Flight attendants represented by CUPE have launched a national campaign to draw attention to what it says is widespread "unpaid work," but industry experts explain to Open Jaw that the issue is not so simple.
CUPE represents approximately 18,500 flight attendants at ten Canadian airlines who claim the average flight attendant in Canada works unpaid for 35 hours every month.
According to Wesley Lesosky, a flight attendant with CUPE 4094 and president of CUPE’s Airline Division, “Much of the Canadian public has no idea that when flight attendants are doing their pre-flight safety checks, or assisting passengers with boarding, or helping passengers when their plane is delayed at the gate after a long journey, that the flight attendant isn’t even being paid. It’s a dirty secret in this industry and one that we’re determined to expose and end for good.
“If we’re at work, in uniform, doing our jobs and taking responsibility for our passengers, we should be getting paid – simple as that,” Lesosky added in the union's press release about its new public campaign.
The campaign, referred to as "Unpaid Work Won't Fly", is intended to spread CUPE's message to the public. The campaign will culminate in a "National Day of Action to End Unpaid Work" on 25APR with events in Vancouver, Calgary, Toronto, and Montreal.
However, as industry experts tell Open Jaw, flight attendant pay schedules are not as simple as the union's campaign claims. They point out that flight attendants are paid what is called a "blended rate” in order to compensate for the total duty time.
The industry experts told Open Jaw that an average blended rate is $65/hour, climbing to up to $90/hour for the highest tiers of workers. If that "blended rate" were to be eliminated, a new hourly rate from check-in might well be correspondingly reduced.
Bumpy Ride Ahead?
The new CUPE campaign comes ahead of the first negotiations with airlines post-pandemic, in an aviation labour landscape that has shifted - in favour of workers.
South of the border, as Open Jaw has reported, big wins by Delta's pilots and attendants are creating precedent for other negotiations - and some U.S. airlines, still facing critical labour shortages, have already pro-actively announced they'll match Delta's offer for their own employees, which for flight attendants, appears to include being paid for pre-and post-imposed duty periods, although it's not clear if hourly rates were adjusted accordingly.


▶ [ABOUT THIS EXERCISE] Please retype the data below in full.

========

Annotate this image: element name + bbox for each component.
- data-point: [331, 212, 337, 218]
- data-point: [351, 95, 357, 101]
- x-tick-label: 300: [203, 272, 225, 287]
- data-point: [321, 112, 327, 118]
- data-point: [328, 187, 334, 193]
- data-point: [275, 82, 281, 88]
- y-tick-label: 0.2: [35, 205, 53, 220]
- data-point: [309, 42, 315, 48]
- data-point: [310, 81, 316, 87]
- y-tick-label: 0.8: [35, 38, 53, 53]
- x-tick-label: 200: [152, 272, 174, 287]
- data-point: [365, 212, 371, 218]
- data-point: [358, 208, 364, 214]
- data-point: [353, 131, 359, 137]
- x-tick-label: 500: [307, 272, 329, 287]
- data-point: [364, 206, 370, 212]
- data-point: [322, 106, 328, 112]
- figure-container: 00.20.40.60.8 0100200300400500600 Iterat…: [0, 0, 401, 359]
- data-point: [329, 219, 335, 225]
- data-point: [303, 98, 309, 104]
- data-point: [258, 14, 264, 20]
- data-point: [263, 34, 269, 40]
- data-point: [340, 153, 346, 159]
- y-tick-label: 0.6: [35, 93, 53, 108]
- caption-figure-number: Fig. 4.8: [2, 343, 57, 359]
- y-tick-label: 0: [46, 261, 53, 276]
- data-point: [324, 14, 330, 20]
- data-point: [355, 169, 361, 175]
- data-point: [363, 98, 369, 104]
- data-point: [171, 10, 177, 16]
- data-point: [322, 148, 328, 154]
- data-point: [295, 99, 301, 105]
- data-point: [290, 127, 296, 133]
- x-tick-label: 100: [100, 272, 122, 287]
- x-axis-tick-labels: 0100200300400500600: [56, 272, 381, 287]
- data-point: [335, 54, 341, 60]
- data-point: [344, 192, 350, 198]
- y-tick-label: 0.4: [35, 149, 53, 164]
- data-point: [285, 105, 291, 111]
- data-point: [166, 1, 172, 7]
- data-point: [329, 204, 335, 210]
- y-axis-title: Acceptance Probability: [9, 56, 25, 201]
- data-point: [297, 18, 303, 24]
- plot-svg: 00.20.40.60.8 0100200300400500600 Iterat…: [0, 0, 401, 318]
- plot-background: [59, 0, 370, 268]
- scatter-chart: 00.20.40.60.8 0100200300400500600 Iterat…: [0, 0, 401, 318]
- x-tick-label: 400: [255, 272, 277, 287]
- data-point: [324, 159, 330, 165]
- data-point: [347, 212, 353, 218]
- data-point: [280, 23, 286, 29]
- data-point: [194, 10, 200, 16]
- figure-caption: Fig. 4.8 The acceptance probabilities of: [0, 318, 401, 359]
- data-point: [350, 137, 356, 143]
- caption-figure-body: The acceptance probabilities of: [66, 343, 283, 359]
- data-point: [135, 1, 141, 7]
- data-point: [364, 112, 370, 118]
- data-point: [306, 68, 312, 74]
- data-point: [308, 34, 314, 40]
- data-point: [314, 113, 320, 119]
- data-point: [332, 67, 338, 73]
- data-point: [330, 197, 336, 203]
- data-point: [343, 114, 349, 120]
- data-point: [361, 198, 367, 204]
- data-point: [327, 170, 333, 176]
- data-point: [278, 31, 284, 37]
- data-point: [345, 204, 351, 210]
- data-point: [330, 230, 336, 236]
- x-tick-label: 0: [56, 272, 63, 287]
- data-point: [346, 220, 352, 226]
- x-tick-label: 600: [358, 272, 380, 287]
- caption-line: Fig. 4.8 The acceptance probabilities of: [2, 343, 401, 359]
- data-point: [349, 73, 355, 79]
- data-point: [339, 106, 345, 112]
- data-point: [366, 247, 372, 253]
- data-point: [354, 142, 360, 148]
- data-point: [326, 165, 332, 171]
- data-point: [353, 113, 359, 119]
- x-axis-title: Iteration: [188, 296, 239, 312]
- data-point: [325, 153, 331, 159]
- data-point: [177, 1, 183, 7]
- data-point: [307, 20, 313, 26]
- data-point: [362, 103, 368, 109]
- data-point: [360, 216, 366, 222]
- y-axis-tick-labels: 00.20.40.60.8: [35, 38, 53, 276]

========

▶ [ANSWER SPACE]
Annotate this image: element name + bbox for each component.
- data-point: [331, 212, 337, 218]
- data-point: [351, 95, 357, 101]
- x-tick-label: 300: [203, 272, 225, 287]
- data-point: [321, 112, 327, 118]
- data-point: [328, 187, 334, 193]
- data-point: [275, 82, 281, 88]
- y-tick-label: 0.2: [35, 205, 53, 220]
- data-point: [309, 42, 315, 48]
- data-point: [310, 81, 316, 87]
- y-tick-label: 0.8: [35, 38, 53, 53]
- x-tick-label: 200: [152, 272, 174, 287]
- data-point: [365, 212, 371, 218]
- data-point: [358, 208, 364, 214]
- data-point: [353, 131, 359, 137]
- x-tick-label: 500: [307, 272, 329, 287]
- data-point: [364, 206, 370, 212]
- data-point: [322, 106, 328, 112]
- figure-container: 00.20.40.60.8 0100200300400500600 Iterat…: [0, 0, 401, 359]
- data-point: [329, 219, 335, 225]
- data-point: [303, 98, 309, 104]
- data-point: [258, 14, 264, 20]
- data-point: [263, 34, 269, 40]
- data-point: [340, 153, 346, 159]
- y-tick-label: 0.6: [35, 93, 53, 108]
- caption-figure-number: Fig. 4.8: [2, 343, 57, 359]
- y-tick-label: 0: [46, 261, 53, 276]
- data-point: [324, 14, 330, 20]
- data-point: [355, 169, 361, 175]
- data-point: [363, 98, 369, 104]
- data-point: [171, 10, 177, 16]
- data-point: [322, 148, 328, 154]
- data-point: [295, 99, 301, 105]
- data-point: [290, 127, 296, 133]
- x-tick-label: 100: [100, 272, 122, 287]
- x-axis-tick-labels: 0100200300400500600: [56, 272, 381, 287]
- data-point: [335, 54, 341, 60]
- data-point: [344, 192, 350, 198]
- y-tick-label: 0.4: [35, 149, 53, 164]
- data-point: [285, 105, 291, 111]
- data-point: [166, 1, 172, 7]
- data-point: [329, 204, 335, 210]
- y-axis-title: Acceptance Probability: [9, 56, 25, 201]
- data-point: [297, 18, 303, 24]
- plot-svg: 00.20.40.60.8 0100200300400500600 Iterat…: [0, 0, 401, 318]
- plot-background: [59, 0, 370, 268]
- scatter-chart: 00.20.40.60.8 0100200300400500600 Iterat…: [0, 0, 401, 318]
- x-tick-label: 400: [255, 272, 277, 287]
- data-point: [324, 159, 330, 165]
- data-point: [347, 212, 353, 218]
- data-point: [280, 23, 286, 29]
- data-point: [194, 10, 200, 16]
- figure-caption: Fig. 4.8 The acceptance probabilities of: [0, 318, 401, 359]
- data-point: [350, 137, 356, 143]
- caption-figure-body: The acceptance probabilities of: [66, 343, 283, 359]
- data-point: [135, 1, 141, 7]
- data-point: [364, 112, 370, 118]
- data-point: [306, 68, 312, 74]
- data-point: [308, 34, 314, 40]
- data-point: [314, 113, 320, 119]
- data-point: [332, 67, 338, 73]
- data-point: [330, 197, 336, 203]
- data-point: [343, 114, 349, 120]
- data-point: [361, 198, 367, 204]
- data-point: [327, 170, 333, 176]
- data-point: [278, 31, 284, 37]
- data-point: [345, 204, 351, 210]
- data-point: [330, 230, 336, 236]
- x-tick-label: 0: [56, 272, 63, 287]
- data-point: [346, 220, 352, 226]
- x-tick-label: 600: [358, 272, 380, 287]
- caption-line: Fig. 4.8 The acceptance probabilities of: [2, 343, 401, 359]
- data-point: [349, 73, 355, 79]
- data-point: [339, 106, 345, 112]
- data-point: [366, 247, 372, 253]
- data-point: [354, 142, 360, 148]
- data-point: [326, 165, 332, 171]
- data-point: [353, 113, 359, 119]
- x-axis-title: Iteration: [188, 296, 239, 312]
- data-point: [325, 153, 331, 159]
- data-point: [177, 1, 183, 7]
- data-point: [307, 20, 313, 26]
- data-point: [362, 103, 368, 109]
- data-point: [360, 216, 366, 222]
- y-axis-tick-labels: 00.20.40.60.8: [35, 38, 53, 276]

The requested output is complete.